Matthew Steele and Isaac Payne began a conversation about their work at the McColl Center in 2012 and have continued it through to their new exhibition, Construct(s). Payne, a painter, and Steele, a sculptor, have challenged the direction of each other's work through conversations of process, architecture and memory, concepts that permeate both of their works despite their contrasting media.
An expansive, curved wall plays host to Payne's paintings, whose horizontality and panoramic nature appear custom made for this display. Populated with figures and suggestions of buildings, these scenes fade in and out of specificity, at times highly recognizable and otherwise faded and incomplete. Colors subtly bleed and blend until hues emerge that our language has no words for, colors between peach and auburn, or a culmination of lime, olive and emerald, a technique evidenced in "Moonlit Building" and "Staunton." Spanning the spectrum from watery splashes to thick and pasty, Payne applies his paint to several large sheets of paper glued together, a layering that provides a secondary architecture to the work. The different perspective lines in the 21' wide "Cleveland Cathedral" prove the photographic nature of the work, in which the artist has taken a number of his own images and recreated them in the same painting.
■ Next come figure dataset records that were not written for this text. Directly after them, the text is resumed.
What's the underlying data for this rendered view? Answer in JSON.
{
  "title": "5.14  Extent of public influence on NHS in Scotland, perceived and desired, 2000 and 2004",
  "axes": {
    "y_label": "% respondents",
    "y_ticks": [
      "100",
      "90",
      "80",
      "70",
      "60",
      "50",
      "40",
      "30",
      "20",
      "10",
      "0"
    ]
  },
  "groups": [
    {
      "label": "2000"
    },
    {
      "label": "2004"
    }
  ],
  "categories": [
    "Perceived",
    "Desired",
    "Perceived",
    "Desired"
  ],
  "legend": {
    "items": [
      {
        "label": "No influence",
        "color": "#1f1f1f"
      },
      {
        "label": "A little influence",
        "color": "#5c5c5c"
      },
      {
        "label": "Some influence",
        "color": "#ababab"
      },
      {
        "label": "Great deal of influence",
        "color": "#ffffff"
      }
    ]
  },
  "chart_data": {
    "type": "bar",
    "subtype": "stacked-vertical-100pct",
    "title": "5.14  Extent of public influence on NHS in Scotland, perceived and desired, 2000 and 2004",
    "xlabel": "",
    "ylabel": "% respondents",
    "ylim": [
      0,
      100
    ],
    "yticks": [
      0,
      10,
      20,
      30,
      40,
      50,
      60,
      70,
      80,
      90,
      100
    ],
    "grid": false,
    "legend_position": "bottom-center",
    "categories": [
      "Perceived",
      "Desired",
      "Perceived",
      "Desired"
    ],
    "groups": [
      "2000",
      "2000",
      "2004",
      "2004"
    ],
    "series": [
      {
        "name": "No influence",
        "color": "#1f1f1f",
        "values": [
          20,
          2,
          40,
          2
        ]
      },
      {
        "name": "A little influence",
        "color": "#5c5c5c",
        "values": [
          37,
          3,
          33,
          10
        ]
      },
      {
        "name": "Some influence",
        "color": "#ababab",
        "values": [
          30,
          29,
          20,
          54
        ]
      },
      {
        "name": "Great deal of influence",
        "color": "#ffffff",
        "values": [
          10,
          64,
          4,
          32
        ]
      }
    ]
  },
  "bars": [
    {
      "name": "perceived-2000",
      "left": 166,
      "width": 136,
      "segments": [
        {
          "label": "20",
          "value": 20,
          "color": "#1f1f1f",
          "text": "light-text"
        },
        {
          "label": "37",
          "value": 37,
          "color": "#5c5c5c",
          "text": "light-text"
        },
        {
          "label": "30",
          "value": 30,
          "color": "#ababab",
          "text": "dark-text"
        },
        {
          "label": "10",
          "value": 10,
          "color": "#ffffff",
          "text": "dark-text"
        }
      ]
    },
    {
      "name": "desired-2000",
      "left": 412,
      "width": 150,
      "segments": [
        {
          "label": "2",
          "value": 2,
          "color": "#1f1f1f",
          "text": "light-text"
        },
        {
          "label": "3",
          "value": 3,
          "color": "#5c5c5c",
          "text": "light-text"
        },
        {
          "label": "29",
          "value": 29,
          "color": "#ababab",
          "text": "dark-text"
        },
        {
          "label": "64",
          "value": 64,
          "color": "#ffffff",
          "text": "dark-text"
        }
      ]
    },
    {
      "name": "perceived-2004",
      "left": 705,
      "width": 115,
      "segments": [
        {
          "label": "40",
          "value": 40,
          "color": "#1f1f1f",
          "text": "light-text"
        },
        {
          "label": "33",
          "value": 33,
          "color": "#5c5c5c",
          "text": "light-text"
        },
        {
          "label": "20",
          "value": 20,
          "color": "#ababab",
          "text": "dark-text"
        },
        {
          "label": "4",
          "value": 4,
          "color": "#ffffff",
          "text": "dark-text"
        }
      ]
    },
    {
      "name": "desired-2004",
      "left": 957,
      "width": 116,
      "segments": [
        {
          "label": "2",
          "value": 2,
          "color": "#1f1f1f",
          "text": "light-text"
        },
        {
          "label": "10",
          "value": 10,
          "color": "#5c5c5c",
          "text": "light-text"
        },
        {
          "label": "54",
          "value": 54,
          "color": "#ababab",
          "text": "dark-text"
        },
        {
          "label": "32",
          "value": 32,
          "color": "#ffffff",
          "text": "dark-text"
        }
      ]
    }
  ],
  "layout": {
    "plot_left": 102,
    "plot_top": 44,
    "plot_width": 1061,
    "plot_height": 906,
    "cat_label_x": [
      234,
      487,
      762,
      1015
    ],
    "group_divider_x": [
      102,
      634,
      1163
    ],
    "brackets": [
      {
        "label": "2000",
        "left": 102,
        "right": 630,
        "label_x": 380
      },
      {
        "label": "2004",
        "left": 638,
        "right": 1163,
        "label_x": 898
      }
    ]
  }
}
Memory and suggested place play a role in Steele's sculptures as well, perched atop white pedestals and grouped in the midst of Payne's landscapes. Steele is a sculptor working in wood models akin to those made by professional architects, with precise, practical structural arrangements and strong repetition. Tiny squared rods are pieced together with nails, or else glued to paper or hung with twine, reaching heights which allow engagement by viewers at eye level, a welcoming choice by the artist and curator. His work has recently shifted focus from miniatures of recognizable structures (bridges, buildings, etc.) to the sorts of jigs that support those structures in construction, a function most clear in "Archetype: Vessel," "Archetype: Capital A" and "Archetype: Infra." These new forms hint at their predecessors, but an abstraction takes hold as buildings do in dreams or memories; not quite making sense but suggestive nonetheless. These pieces are quite impressive, with fabrication so precise and shadows so intricate that visitors will only wish they had better cameras. It helps that every sight line of one of Steele's sculptures involves a Payne painting in the background, a welcome harmony that enhances the experience.